2012
Should I Choose Work or Church?
October 2012


“Should I Choose Work or Church?” Liahona, Oct. 2012, 41

Should I Choose Work or Church?

Kenya Ishii, Japan

My wife and I were married in 1981 in the Tokyo Japan Temple. Our life after marriage was not easy at first. I was grateful to have a job, but we had trouble meeting our expenses. We asked Heavenly Father for His help and did all we could to make ends meet and pay our tithing. We knew that if we trusted in the Lord, He would provide for us.

One week both my wife and my friend brought me the same small clipping out of the newspaper. It was an ad for a full-time English teacher.

I sent my résumé to the company and was asked to come in for an interview. At the end of the interview, the interviewer said, “You wrote in your résumé that you had been involved in volunteer work as a missionary for The Church of Jesus Christ of Latter-day Saints. So that means you go to church on Sundays, don’t you? If you had to decide whether to go to church or to work on Sundays, which would you choose?”

It was a difficult question because I needed a better job. But after pondering, I replied, “I would go to church.”

With a vague smile, the interviewer said, “Oh, I see.” Then he dismissed me with the promise that the company would make a decision by that evening and that I should call to find out the results. As I left the room, I thought I had failed.

Later that evening when it came time to call, I dialed the company’s number with great fear.

“What about the results of the interview?” I asked the secretary. “I failed, didn’t I?”

I was stunned but happy with her answer.

“We’d like to ask you to work for us,” she said.

About a month later I learned why I got the job. The secretary explained that the interviewer lived next door to full-time Latter-day Saint missionaries. He had often watched the missionaries briskly riding their bicycles to their work in the morning.

“He believed that you, belonging to the same church, would work for us just as hard as the missionaries worked for their church,” she said. “Lucky you!”

Since then our family has always had what we needed.

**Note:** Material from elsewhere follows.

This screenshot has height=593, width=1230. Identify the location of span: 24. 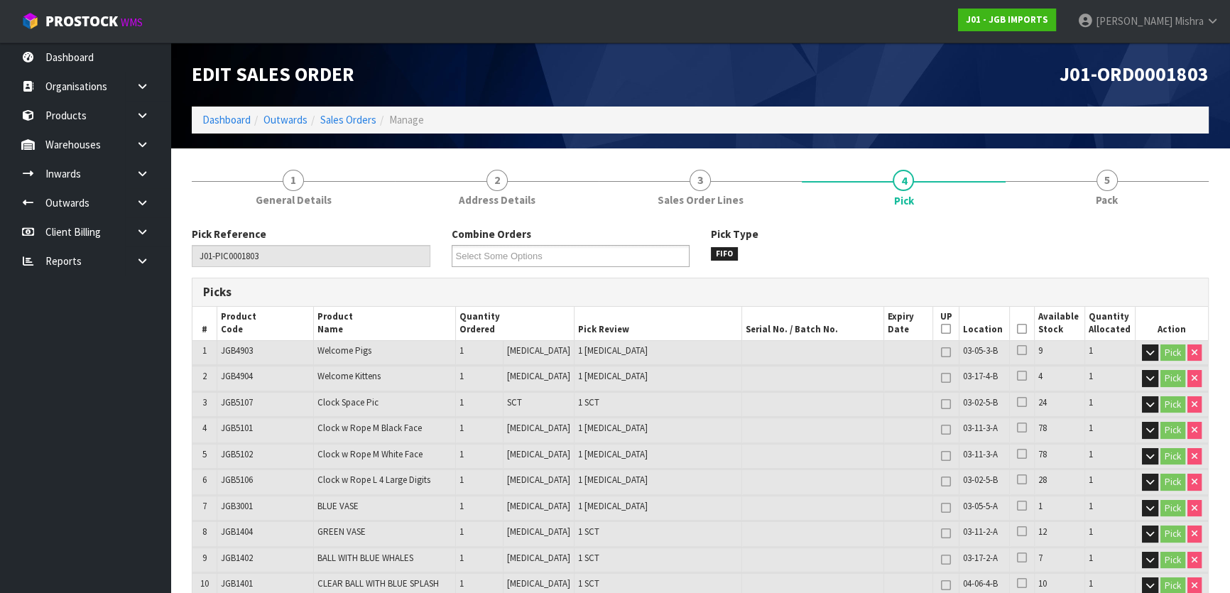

Whenever I think of this choice experience, I am encouraged and comforted. I know that God often uses other people to bless His children. I cannot adequately express how grateful I feel for my wife and my friend for their inspiration in bringing that newspaper ad to me, for those hardworking missionaries and their great example, and for our merciful, loving, and caring Heavenly Father, who has miraculous power to consecrate our experiences for our good.